_Work instruction_
With all images omitted, write out the records word for word.

_Source data_
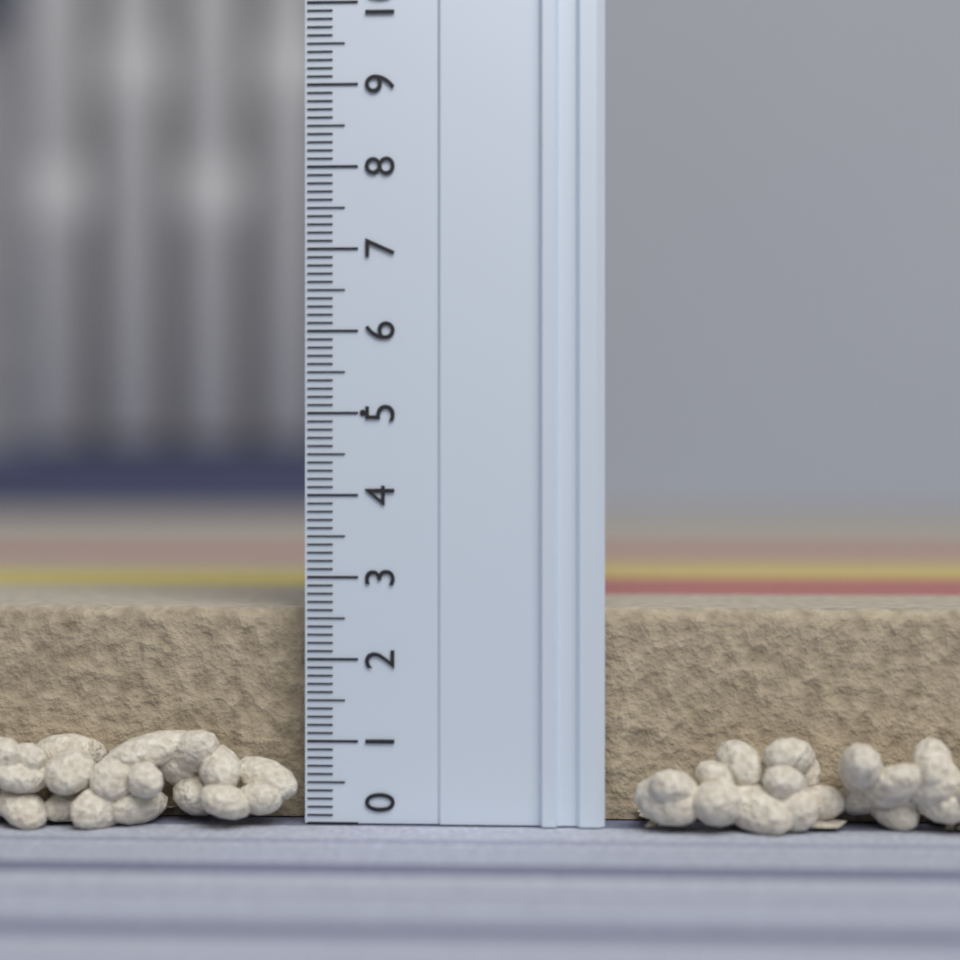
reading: 2.6 (no unit)
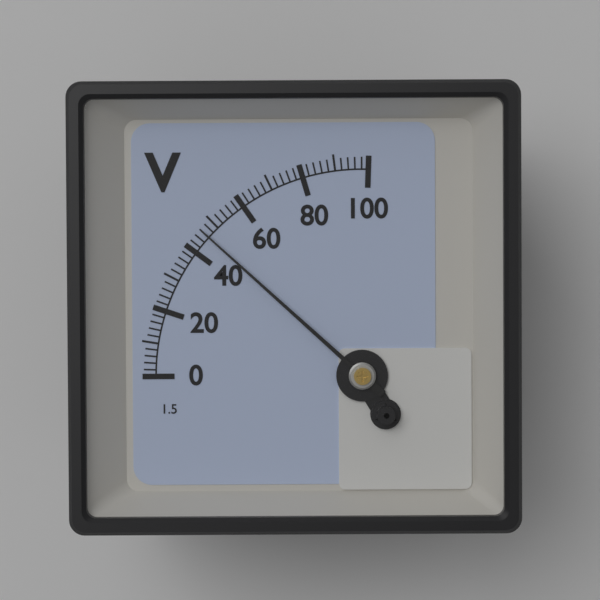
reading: 46 V
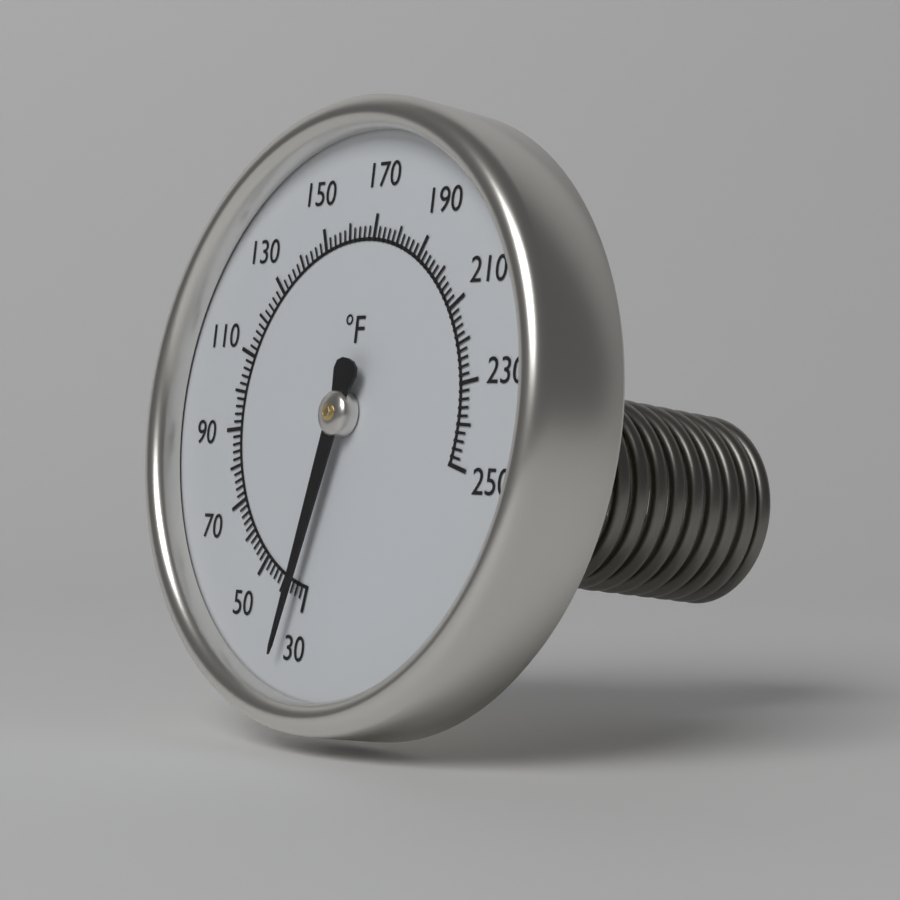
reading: 34 °F
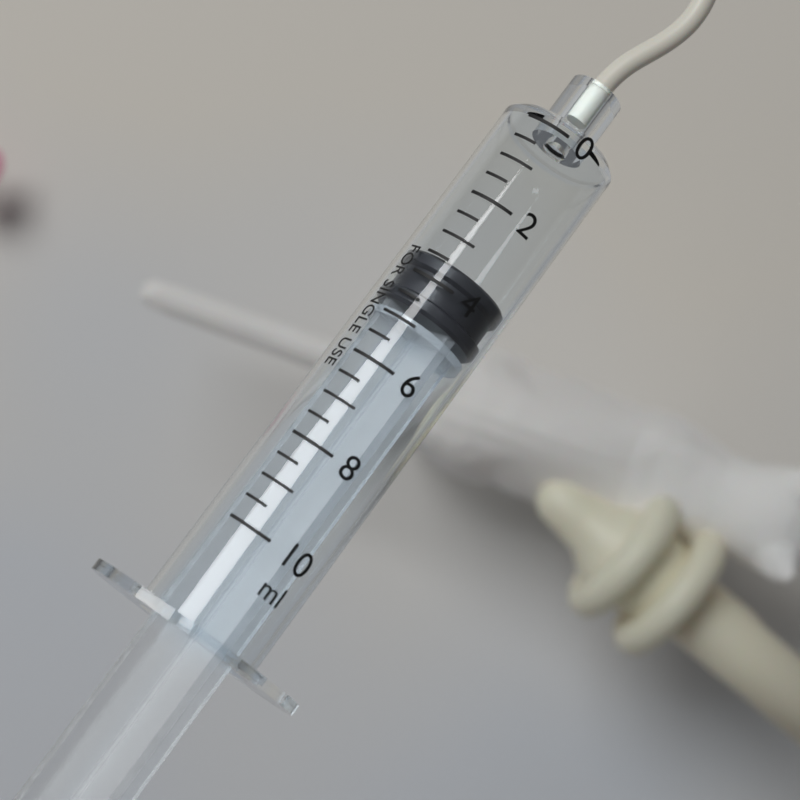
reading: 3.5 ml
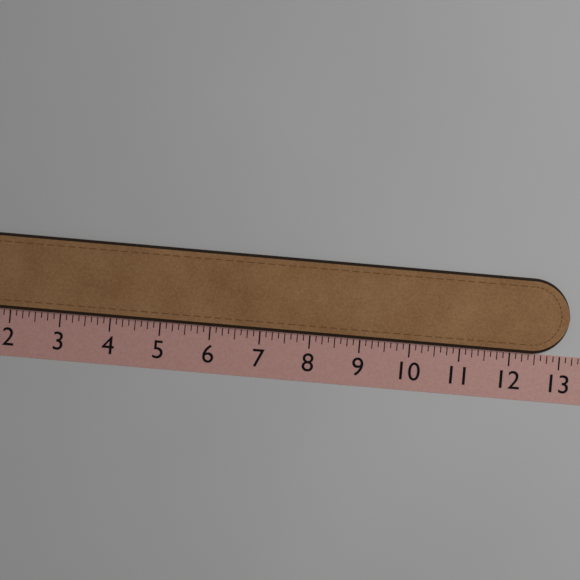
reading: 13.125 (no unit)
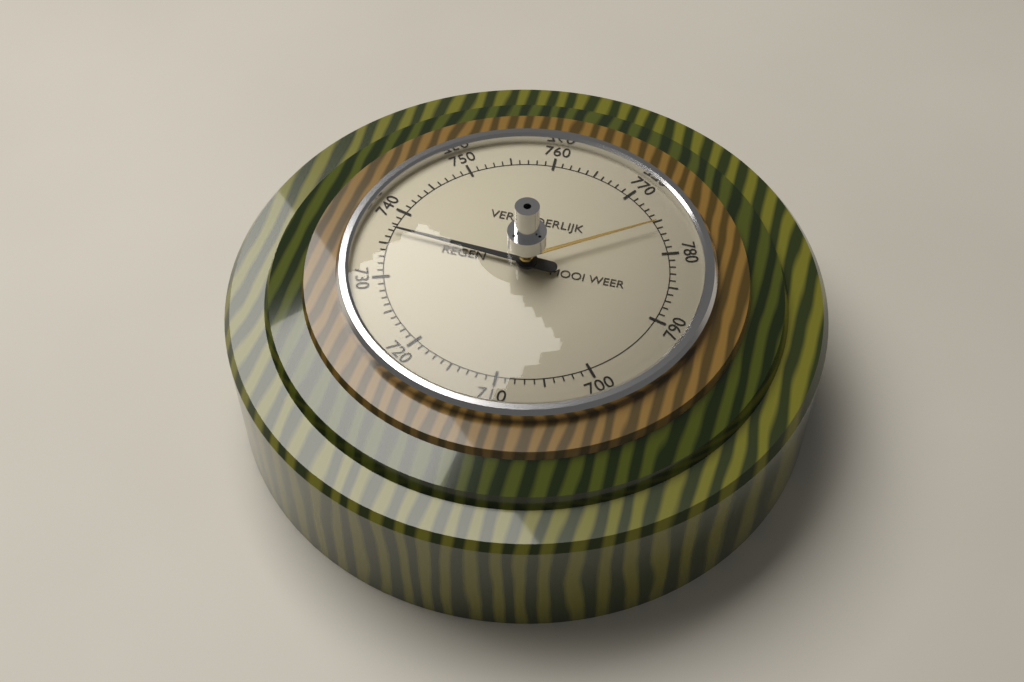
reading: 737 (no unit)
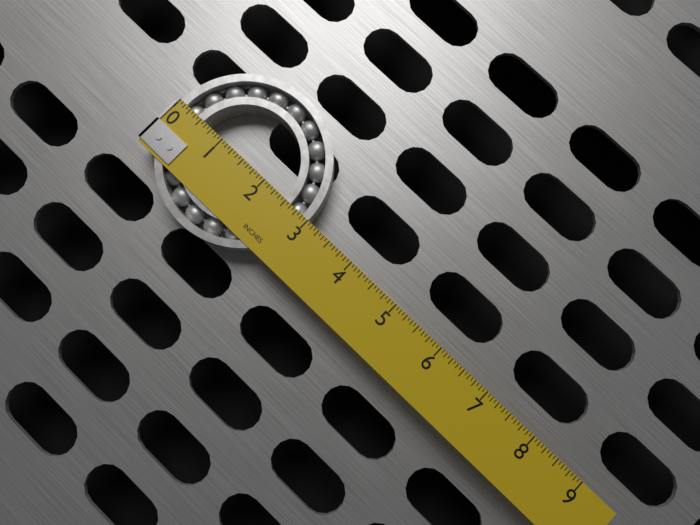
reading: 3.0000 in
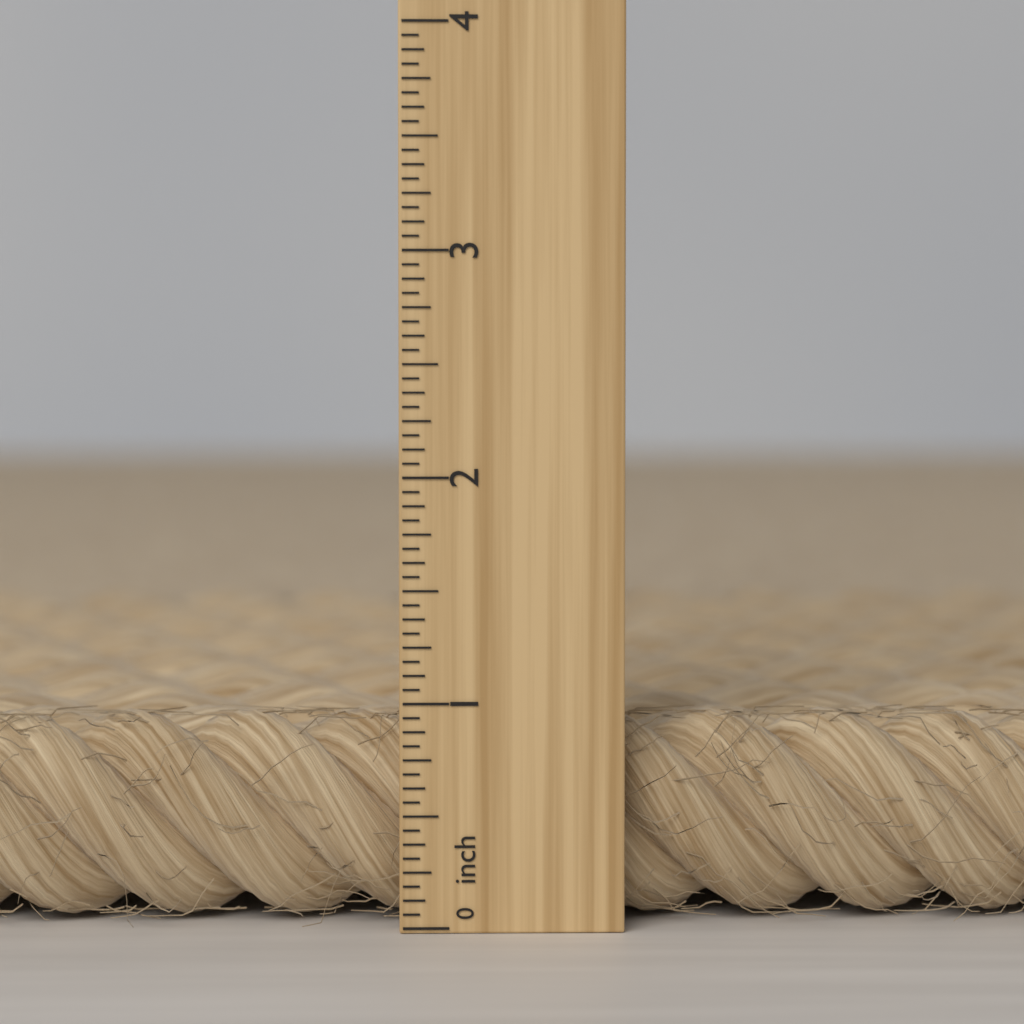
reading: 0.9375 inch
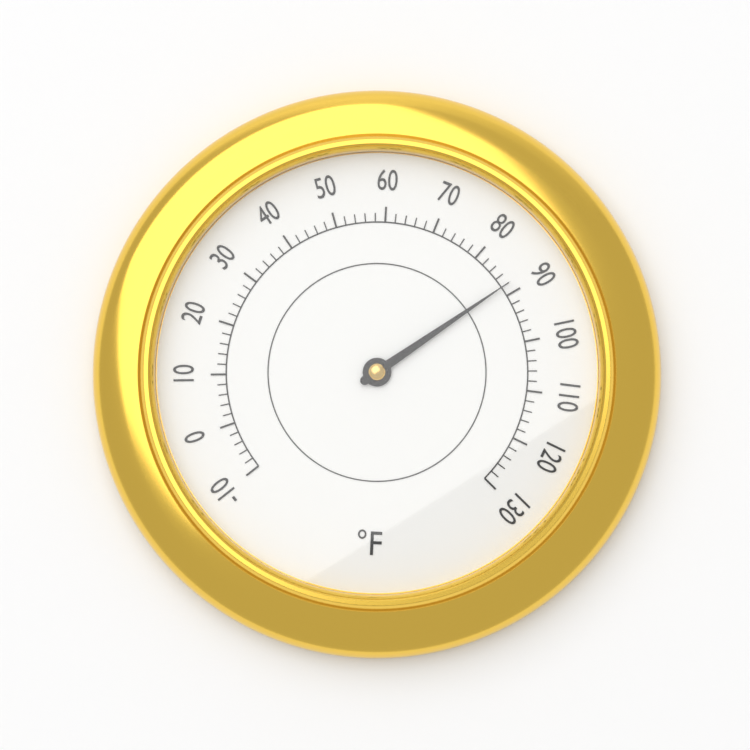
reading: 88 °F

_Your solution_
reading: 2.6 (no unit)
reading: 46 V
reading: 34 °F
reading: 3.5 ml
reading: 13.125 (no unit)
reading: 737 (no unit)
reading: 3.0000 in
reading: 0.9375 inch
reading: 88 °F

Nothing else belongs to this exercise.